What this number means, and what it doesn't.

Structural shift: the U.S. economy moved from goods-producing to services-producing over decades. China and Mexico now produce many goods Americans consume. The U.S. still makes high-value items (aerospace, pharmaceuticals, advanced electronics) but the volume index has plateaued. Compared to 1970, services employment is 5× larger; industrial output is barely 2.5× larger.

A companion series that measures how much of the U.S.'s industrial capacity is actually being used. Capacity utilization currently sits around 78%, meaning factories are running at 78% of full output. Historically, <75% indicates slack; >82% indicates pressure that often precedes inflation.

The Federal Reserve Board releases industrial production around the 15th of each month at 9:15 AM ET, reporting the prior month. The release is part of the "G.17 Industrial Production and Capacity Utilization" report.

Moderately. Manufacturing is rate-sensitive (capital investment, inventory financing), but global supply chains and consumer demand matter more. The 2022–23 rate-hike cycle barely dented industrial production because services-driven inflation, not goods, was the issue.
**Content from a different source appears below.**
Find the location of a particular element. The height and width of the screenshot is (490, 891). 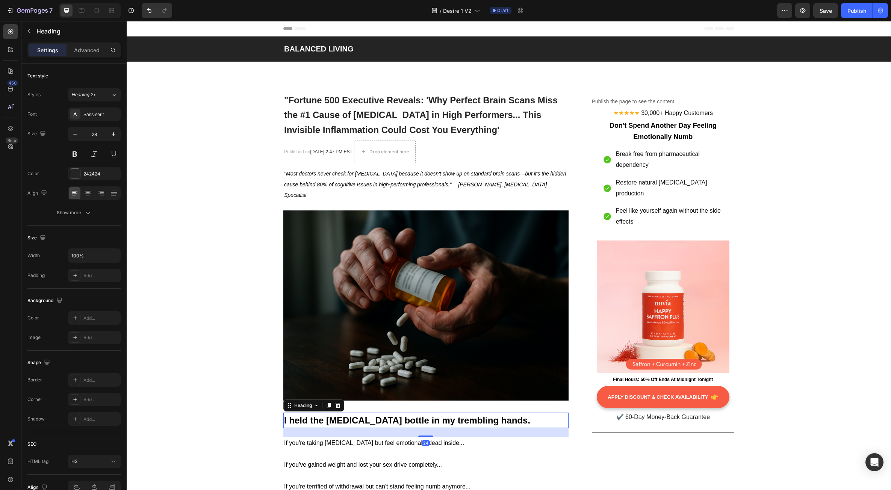

span: Heading 2* is located at coordinates (83, 95).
Industrial slowdowns historically precede broader recessions by 6–12 months.

Methodology

Source

Pulled from FRED · INDPRO and cached on the EvvyTools server.

Update schedule

Refreshed automatically by our cron whenever the upstream source publishes a new value. Historical values are not revised after publication.

How we compute

Display value is the raw published number, unrounded. Comparison stats use the closest available reference date. We never edit the underlying data.